After awhile, Obama was prompted to say in reference to Romney’s approach (which he’s obviously seen before), “you know, there have been times, Governor, frankly, during the course of this campaign, where it sounded like you thought that you’d do the same things we did, but you’d say them louder and somehow that – that would make a difference.”

Pundits on both sides seemed momentarily baffled at Romney’s performance, at least before settling upon the spin. “It was a very different dynamic on stage tonight,” Megyn Kelly of Fox News noted last night afterwards, wondering if Romney was struggling to distance himself from Obama’s policies or if that was the plan all along.

“I’m just going to call this debate the Big Hug,” said Joe Trippi, Democratic strategist, also on Fox. “I think the strategy was not to let Obama paint him as the radical guy who is going to take us to war.”

“It was obviously an effort not to sound like George W. Bush … he ended up sounding like Barack Obama,” said Stephen Hayes, of The Weekly Standard, who was soon engaging the Republican spin that Romney “meant” to do this and it worked.

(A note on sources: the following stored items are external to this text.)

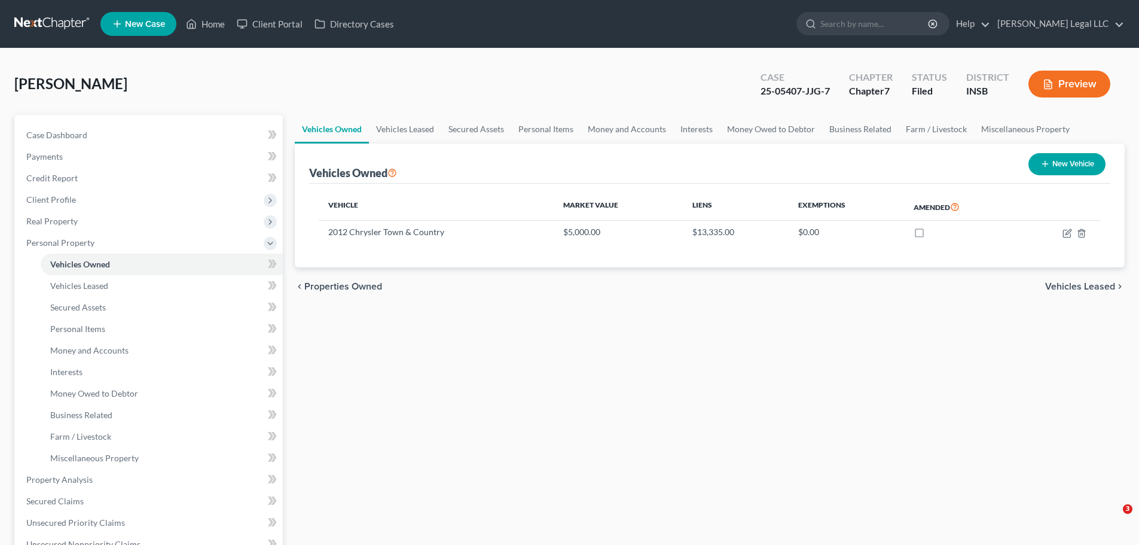 This screenshot has height=545, width=1139. I want to click on a: Unsecured Priority Claims, so click(149, 523).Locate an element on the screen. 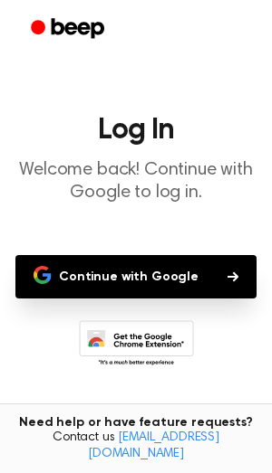 This screenshot has height=473, width=272. button: Continue with Google is located at coordinates (136, 277).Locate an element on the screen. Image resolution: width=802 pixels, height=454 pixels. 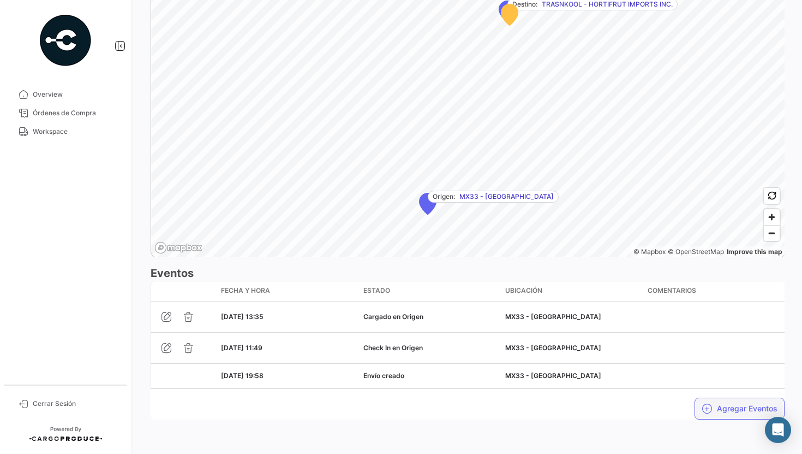
a: Workspace is located at coordinates (66, 132).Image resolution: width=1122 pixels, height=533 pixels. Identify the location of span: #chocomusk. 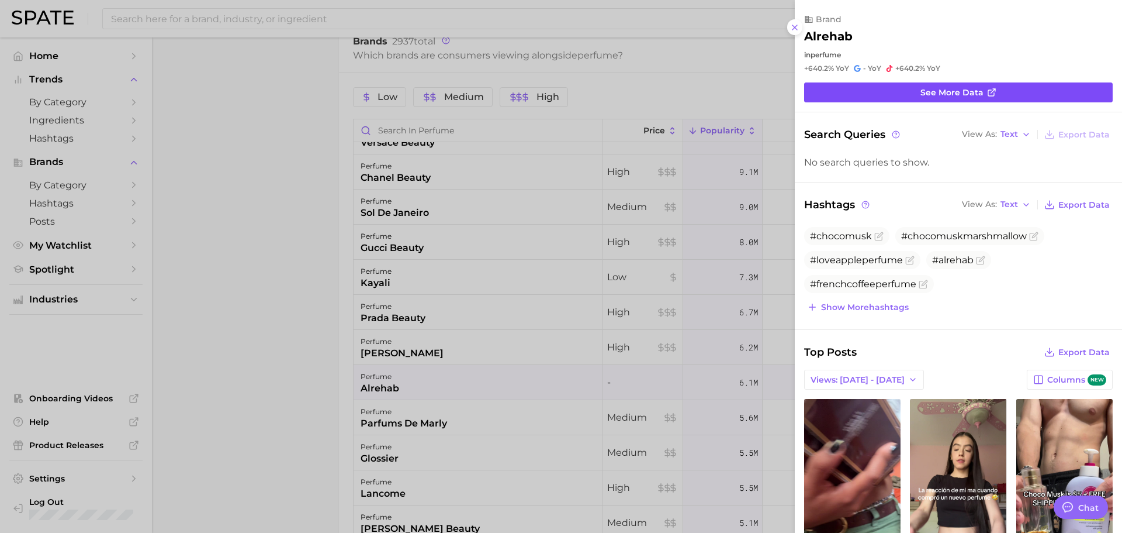
(841, 236).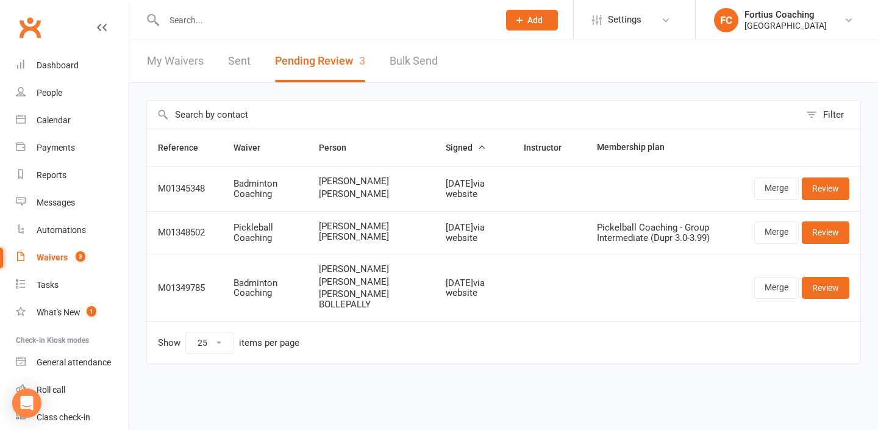  What do you see at coordinates (664, 148) in the screenshot?
I see `th: Membership plan` at bounding box center [664, 148]. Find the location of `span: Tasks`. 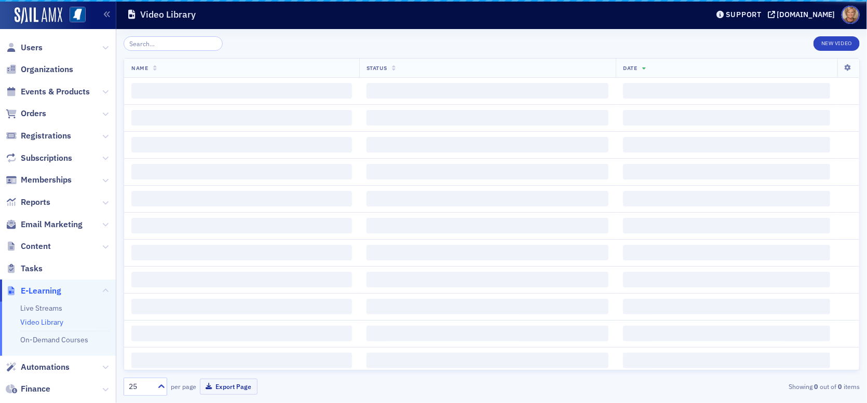

span: Tasks is located at coordinates (32, 269).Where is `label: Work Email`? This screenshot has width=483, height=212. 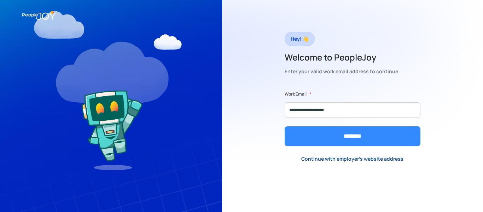 label: Work Email is located at coordinates (296, 94).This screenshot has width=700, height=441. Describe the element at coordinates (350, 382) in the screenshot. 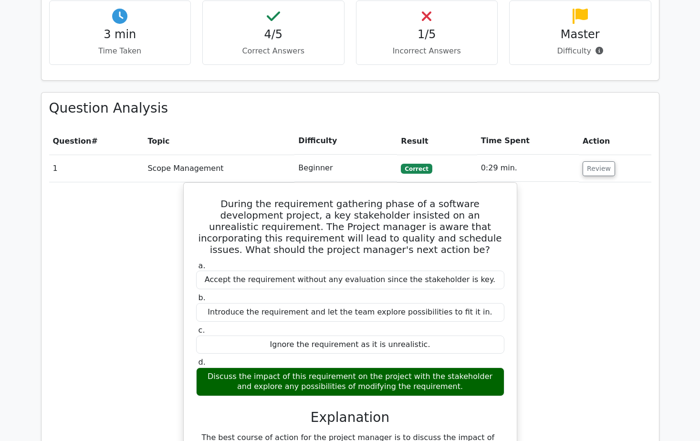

What more and more GOP spinmeisters said throughout the night was that Romney’s team is reading the tea leaves in recent polls indicating that Americans are tired of war and war talk. He merely “adjusted” accordingly.

That’s why when Romney did try to distance himself from Obama on Syria, he stopped short of supporting American military to force Bashar Assad out of the country. He talked much about arming the opposition and creating a coalition among those forces and with Turkey and other Arab countries to make regime change happen, but he didn’t say how he would do it (and how it wouldn’t end up looking like Iraq). To everyone’s chagrin, he stayed away from the hot Benghazi consulate issue, which was expected to be the evening’s show-stopper.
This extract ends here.